__Supplied data__:

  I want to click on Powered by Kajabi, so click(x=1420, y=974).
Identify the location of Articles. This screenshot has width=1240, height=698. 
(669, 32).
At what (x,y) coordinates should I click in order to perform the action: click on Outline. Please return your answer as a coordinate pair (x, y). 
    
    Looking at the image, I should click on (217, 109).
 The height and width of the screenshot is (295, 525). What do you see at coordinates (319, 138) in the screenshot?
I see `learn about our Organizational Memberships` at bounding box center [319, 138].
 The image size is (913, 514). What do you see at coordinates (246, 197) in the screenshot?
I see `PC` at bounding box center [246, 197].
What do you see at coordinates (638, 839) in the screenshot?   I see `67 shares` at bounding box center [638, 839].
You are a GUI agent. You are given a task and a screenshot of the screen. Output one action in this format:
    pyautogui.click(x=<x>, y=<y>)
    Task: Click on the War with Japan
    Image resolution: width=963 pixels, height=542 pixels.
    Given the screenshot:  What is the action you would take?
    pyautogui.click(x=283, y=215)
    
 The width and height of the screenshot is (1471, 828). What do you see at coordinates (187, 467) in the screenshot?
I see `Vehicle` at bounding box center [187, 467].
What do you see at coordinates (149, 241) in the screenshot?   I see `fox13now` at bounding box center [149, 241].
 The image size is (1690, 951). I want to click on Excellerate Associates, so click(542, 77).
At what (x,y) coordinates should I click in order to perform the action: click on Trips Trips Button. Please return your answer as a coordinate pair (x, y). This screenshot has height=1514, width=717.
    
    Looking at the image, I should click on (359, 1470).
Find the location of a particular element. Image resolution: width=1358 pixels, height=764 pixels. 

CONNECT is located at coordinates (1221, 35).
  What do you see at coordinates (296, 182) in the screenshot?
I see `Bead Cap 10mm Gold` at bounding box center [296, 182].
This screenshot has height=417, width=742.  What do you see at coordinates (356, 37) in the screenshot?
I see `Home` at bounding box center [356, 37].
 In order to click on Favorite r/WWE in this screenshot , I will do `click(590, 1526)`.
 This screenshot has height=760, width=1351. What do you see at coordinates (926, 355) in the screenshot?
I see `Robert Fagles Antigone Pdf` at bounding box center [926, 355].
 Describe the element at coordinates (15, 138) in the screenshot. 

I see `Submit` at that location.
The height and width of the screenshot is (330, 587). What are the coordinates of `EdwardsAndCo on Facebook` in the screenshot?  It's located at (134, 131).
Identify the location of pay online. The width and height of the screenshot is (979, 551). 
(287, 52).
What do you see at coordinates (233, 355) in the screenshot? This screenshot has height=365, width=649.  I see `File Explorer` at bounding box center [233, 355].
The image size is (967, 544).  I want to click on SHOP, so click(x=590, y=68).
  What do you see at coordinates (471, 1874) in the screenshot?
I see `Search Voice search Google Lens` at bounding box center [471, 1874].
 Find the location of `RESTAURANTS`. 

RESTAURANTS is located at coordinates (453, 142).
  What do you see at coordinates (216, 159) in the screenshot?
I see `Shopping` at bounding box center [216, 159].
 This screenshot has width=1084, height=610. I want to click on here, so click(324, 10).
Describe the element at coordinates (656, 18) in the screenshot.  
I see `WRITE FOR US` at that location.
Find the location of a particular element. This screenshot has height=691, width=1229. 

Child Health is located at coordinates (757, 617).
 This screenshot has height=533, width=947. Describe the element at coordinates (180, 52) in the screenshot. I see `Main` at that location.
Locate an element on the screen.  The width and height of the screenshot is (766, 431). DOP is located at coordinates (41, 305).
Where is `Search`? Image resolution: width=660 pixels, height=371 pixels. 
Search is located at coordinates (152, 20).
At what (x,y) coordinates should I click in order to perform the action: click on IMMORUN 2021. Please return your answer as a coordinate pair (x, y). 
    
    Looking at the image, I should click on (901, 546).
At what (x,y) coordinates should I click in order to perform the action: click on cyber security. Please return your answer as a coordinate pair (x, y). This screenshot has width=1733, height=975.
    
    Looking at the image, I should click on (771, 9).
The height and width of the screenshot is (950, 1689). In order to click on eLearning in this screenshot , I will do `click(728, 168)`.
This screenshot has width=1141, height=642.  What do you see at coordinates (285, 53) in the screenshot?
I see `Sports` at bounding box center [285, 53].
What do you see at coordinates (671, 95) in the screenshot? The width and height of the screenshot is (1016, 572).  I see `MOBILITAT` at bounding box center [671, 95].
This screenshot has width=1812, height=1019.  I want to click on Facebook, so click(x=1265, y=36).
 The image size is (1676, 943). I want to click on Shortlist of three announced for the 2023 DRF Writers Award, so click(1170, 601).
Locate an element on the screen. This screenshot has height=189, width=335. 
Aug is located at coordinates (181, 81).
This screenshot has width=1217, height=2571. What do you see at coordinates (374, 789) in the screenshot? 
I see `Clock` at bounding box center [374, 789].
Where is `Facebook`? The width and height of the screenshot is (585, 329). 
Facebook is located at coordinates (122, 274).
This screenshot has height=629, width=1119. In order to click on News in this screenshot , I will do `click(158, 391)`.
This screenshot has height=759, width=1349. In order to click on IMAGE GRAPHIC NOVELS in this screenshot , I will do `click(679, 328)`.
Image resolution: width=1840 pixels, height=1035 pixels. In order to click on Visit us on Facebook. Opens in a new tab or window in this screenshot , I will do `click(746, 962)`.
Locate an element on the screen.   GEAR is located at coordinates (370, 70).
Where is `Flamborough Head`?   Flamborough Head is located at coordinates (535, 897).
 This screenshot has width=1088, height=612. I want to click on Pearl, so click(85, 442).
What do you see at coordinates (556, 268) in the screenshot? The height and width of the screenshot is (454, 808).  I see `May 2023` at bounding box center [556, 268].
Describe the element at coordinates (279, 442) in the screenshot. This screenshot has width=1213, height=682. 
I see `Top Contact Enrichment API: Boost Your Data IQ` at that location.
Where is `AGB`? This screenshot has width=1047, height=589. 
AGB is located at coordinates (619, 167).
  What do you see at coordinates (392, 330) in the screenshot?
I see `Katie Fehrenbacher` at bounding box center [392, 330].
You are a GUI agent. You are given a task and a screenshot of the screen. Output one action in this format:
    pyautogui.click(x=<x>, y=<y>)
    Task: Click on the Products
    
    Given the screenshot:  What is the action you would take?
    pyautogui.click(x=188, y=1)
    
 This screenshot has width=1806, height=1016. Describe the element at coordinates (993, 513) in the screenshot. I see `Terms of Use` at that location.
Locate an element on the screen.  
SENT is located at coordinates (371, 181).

__Description of the task__: Your answer should hold only the lines from the one with "This screenshot has height=629, width=1119." through the end of the listing above, both ends included, written out exactly.

__Completed task__:
This screenshot has height=629, width=1119. In order to click on News in this screenshot , I will do `click(158, 391)`.
This screenshot has height=759, width=1349. In order to click on IMAGE GRAPHIC NOVELS in this screenshot , I will do `click(679, 328)`.
Image resolution: width=1840 pixels, height=1035 pixels. In order to click on Visit us on Facebook. Opens in a new tab or window in this screenshot , I will do `click(746, 962)`.
Locate an element on the screen.   GEAR is located at coordinates (370, 70).
Where is `Flamborough Head`?   Flamborough Head is located at coordinates (535, 897).
 This screenshot has width=1088, height=612. I want to click on Pearl, so click(85, 442).
What do you see at coordinates (556, 268) in the screenshot? The height and width of the screenshot is (454, 808).  I see `May 2023` at bounding box center [556, 268].
Describe the element at coordinates (279, 442) in the screenshot. This screenshot has width=1213, height=682. 
I see `Top Contact Enrichment API: Boost Your Data IQ` at that location.
Where is `AGB`? This screenshot has width=1047, height=589. 
AGB is located at coordinates (619, 167).
  What do you see at coordinates (392, 330) in the screenshot?
I see `Katie Fehrenbacher` at bounding box center [392, 330].
You are a GUI agent. You are given a task and a screenshot of the screen. Output one action in this format:
    pyautogui.click(x=<x>, y=<y>)
    Task: Click on the Products
    
    Given the screenshot:  What is the action you would take?
    pyautogui.click(x=188, y=1)
    
 This screenshot has width=1806, height=1016. Describe the element at coordinates (993, 513) in the screenshot. I see `Terms of Use` at that location.
Locate an element on the screen.  
SENT is located at coordinates (371, 181).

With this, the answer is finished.